Extracting Dynamical Models from Data

TL;DR

FJet addresses the challenge of extracting governing dynamics from time-series data by learning updates in phase space rather than raw states. It builds a regression model for tangent-space updates from jet-space features, then derives the governing differential equation by extrapolating the time-step to zero, providing uncertainty quantification. The method is demonstrated on a damped harmonic oscillator, a damped pendulum, and a Duffing oscillator, successfully recovering the underlying DEs and delivering extrapolations competitive with, or superior to, RK-based baselines. A key contribution is a principled procedure to construct the feature space X_n from Runge-Kutta expansions, enabling robust, interpretable dynamics with potential extensions to forcing and conserved quantities.

Abstract

The problem of determining the underlying dynamics of a system when only given data of its state over time has challenged scientists for decades. In this paper, the approach of using machine learning to model the updates of the phase space variables is introduced; this is done as a function of the phase space variables. (More generally, the modeling is done over functions of the jet space.) This approach (named FJet) allows one to accurately replicate the dynamics, and is demonstrated on the examples of the damped harmonic oscillator, the damped pendulum, and the Duffing oscillator; the underlying differential equation is also accurately recovered for each example. In addition, the results in no way depend on how the data is sampled over time (i.e., regularly or irregularly). It is demonstrated that a regression implementation of FJet is similar to the model resulting from a Taylor series expansion of the Runge-Kutta (RK) numerical integration scheme. This identification confers the advantage of explicitly revealing the function space to use in the modeling, as well as the associated uncertainty quantification for the updates.

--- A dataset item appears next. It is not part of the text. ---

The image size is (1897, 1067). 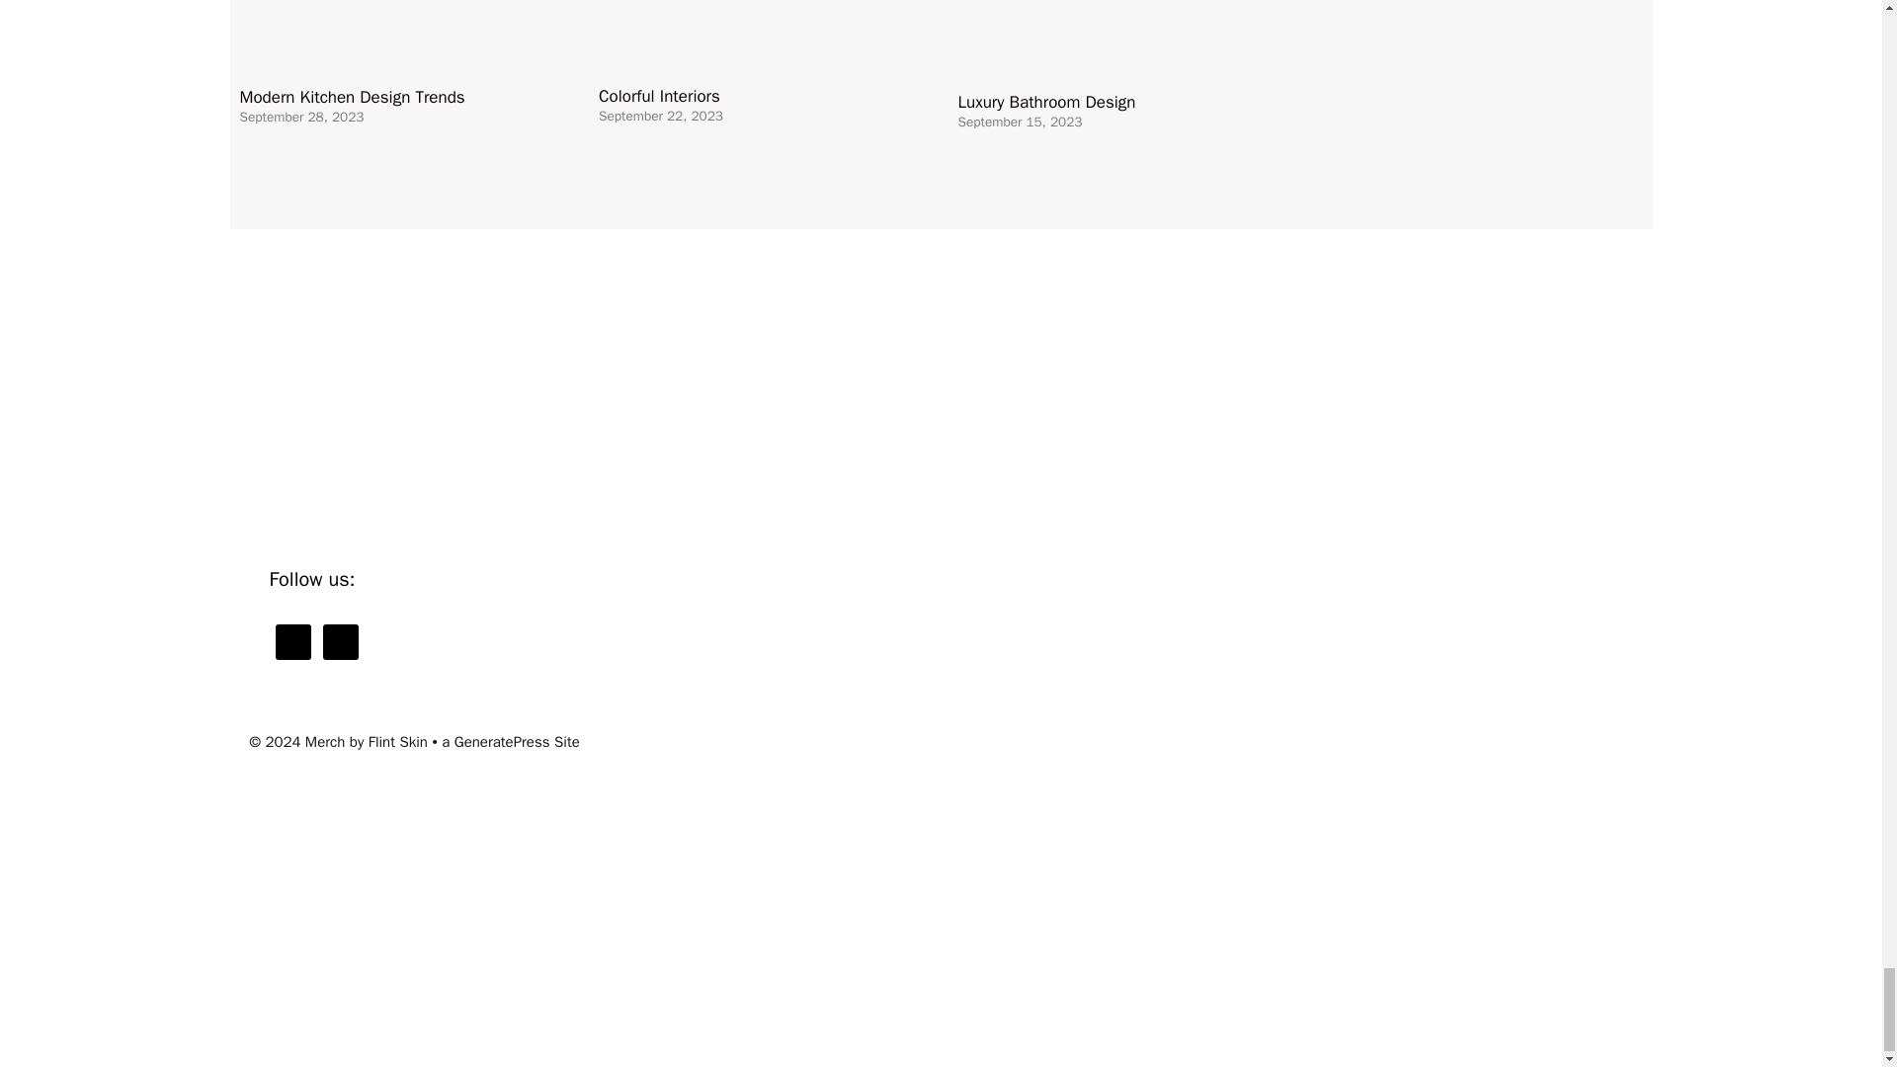 I want to click on Modern Kitchen Design Trends, so click(x=773, y=57).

Finally, it is shown in the undamped harmonic oscillator example that the stability of the updates is stable times longer than with th-order RK (with time step ).

Paper Structure

This paper contains 14 sections, 40 equations, 18 figures, 7 tables, 2 algorithms.

Figures (18)

  • Figure 1: This figure is meant to illustrate how an initial set of features ($X_{init)}$ leads to a DE, which in turn leads to a set of features ($X_n$) which are each associated with an error estimate of ${\cal O}(\epsilon^n)$. Having gone through these steps, it is suggested that one may then repeat the process beginning with one of the $X_n$ to see if it leads to the same DE. If it does, then it may be said to be self-consistent.
  • Figure 2: Three plots for the harmonic oscillator, using a noise level of $\sigma=0.2$. The left plot corresponds to the (clockwise) path taken by updates of the system, starting from an initial condition of $(u,\dot{u})=(1,0)$. The light gray circle is added as a visual reference, and corresponds to the path that would have been taken in the undamped, noiseless case. The center and right plots correspond to the changes in $u$ and $\dot{u}$, as defined in Eq. \ref{['eqn:Delta_defn']}.
  • Figure 3: Plots of the $\epsilon$-dependence of the coefficients in the model $h(X)$ (cf. Eq. \ref{['eqn:HO_mapping']}). The intersection of the thin vertical and horizontal gray lines indicate the correct value at $\epsilon=0$. Note the different scales for the error for each plot.
  • Figure 4: The dependence of $b_1$ and $b_2$ as a function of $\omega_0$ and $\gamma$ is plotted using blue dots. As a visual guide, the exact curves for $-\omega_0^2$ and $-2\gamma$ are added as orange curves to the left and right plots, respectively.
  • Figure 5: A comparison of the extrapolation of the exact solution to that generated by FJet with $\sigma = 0.2$.